Millennium Arts Salon is focused on advancing cultural literacy
Background
Now entering its 7th year, Millennium Arts Salon is focused on advancing cultural literacy through its art programming, which includes salon talks, exhibitions, tours and special events. Based in historic Columbia Heights, DC, most of its intimate salon talks and art exhibitions are held in its beautifully restored 1923 town home. Through its outreach efforts, it also hosts programs in various venues around the city and collaborates with other art institutions, such as the David C Driskell Center at the University of Maryland College Park (for the past 3 years), the Brandywine Workshop in Philadelphia and Parish Gallery of Georgetown DC.

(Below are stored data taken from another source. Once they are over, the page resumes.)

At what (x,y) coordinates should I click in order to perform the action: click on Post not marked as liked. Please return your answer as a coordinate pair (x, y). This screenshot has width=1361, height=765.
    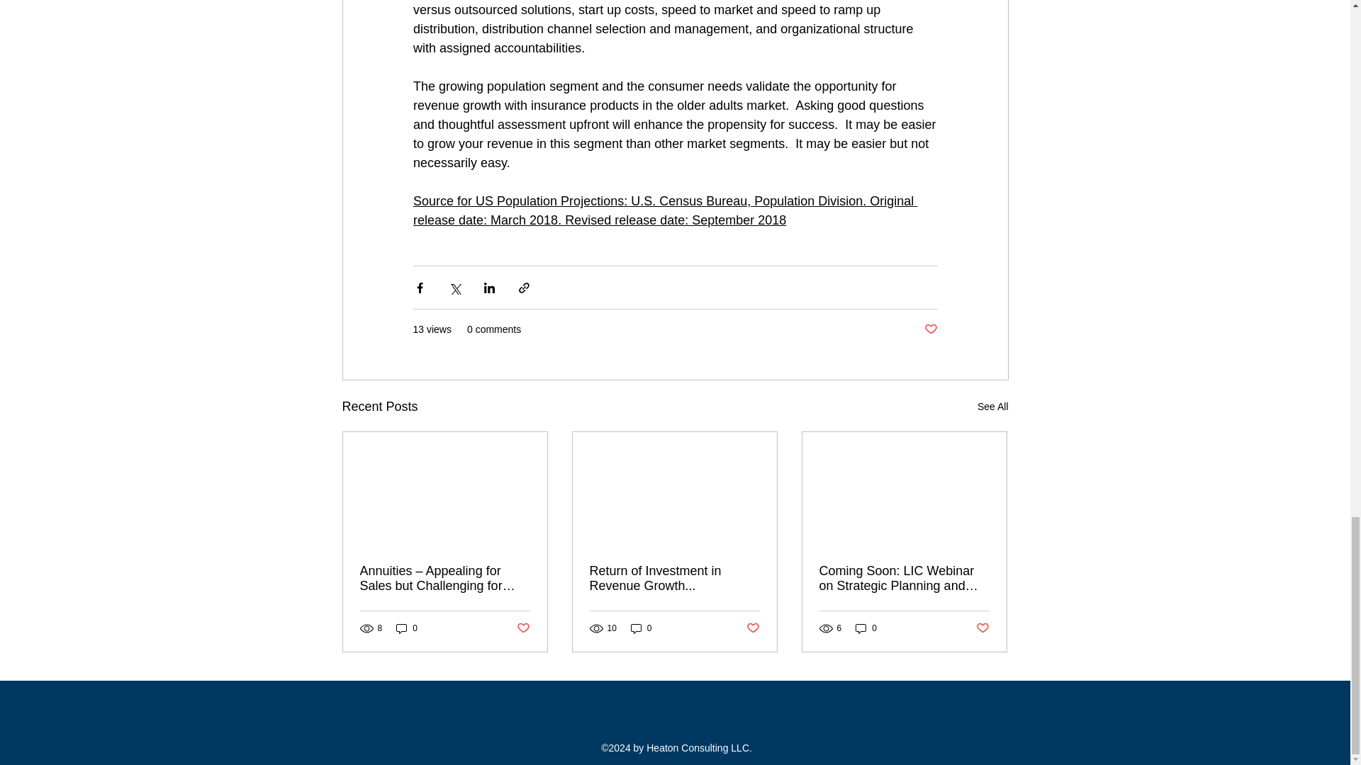
    Looking at the image, I should click on (930, 330).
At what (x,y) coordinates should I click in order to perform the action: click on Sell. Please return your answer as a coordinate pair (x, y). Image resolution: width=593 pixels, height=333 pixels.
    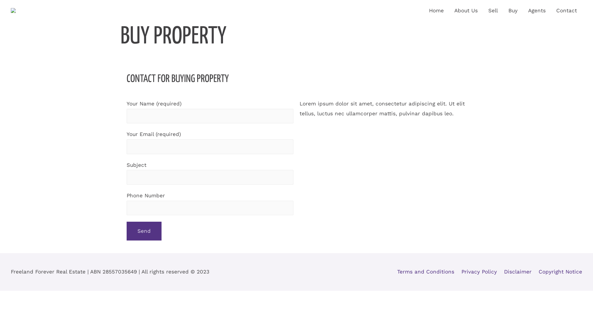
    Looking at the image, I should click on (493, 10).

Notable individuals have participated in MAS salons and/or exhibitions, including artists and administrators Allan Edmunds and EJ Montgomery, master artist Sam Gilliam, collector Paul Jones, writer and appraiser Halima Taha (author of Collecting African American Art), artist and master printmaker Lou Stovall, historian and dance critic Richard Long, artist and filmmaker Camille Billops and writer, professor and filmmaker, Jim Hatch, singer Ysaye Barnwell of “Sweet Honey on the Rock”, political scientist Dr. Ron Walters, Director, African American Leadership Institute at the University of Maryland College Park, collector Dr. Robert Steele, Executive Director of the David C. Driskell Center at UMCP, professor Leslie King-Hammond, Graduate Dean, Maryland Institute, College of Art, poet Sonia Sanchez, curator Ruth Fine of the National Gallery of Art, theatre director Chris McElroen, Co-founder and Director of the Classical Theatre of Harlem, and emerging and mid-career artists Michael Platt, Ray Grist, Bill Hutson, Eric Mack, Preston Sampson, and Sheila Crider, to name a few.
MAS’s groundbreaking program, “On Common Ground,” from 2000 to 2005, inspected the common links between seemingly divergent topics in art and culture. It’s 2006-2007 program, “It’s All About Art – Visual Art, Performing Arts, Arts and Letters!” builds on previous work, boldly asserts each art form informs the other, and celebrates this fact.
MAS is supported through its staff and volunteers, its membership organization, The Millennium Arts Salon Club, consisting of art interested individuals in the Baltimore-Washington-Virginia area and through its Art Advisory Board, consisting of accomplished professionals in the art field.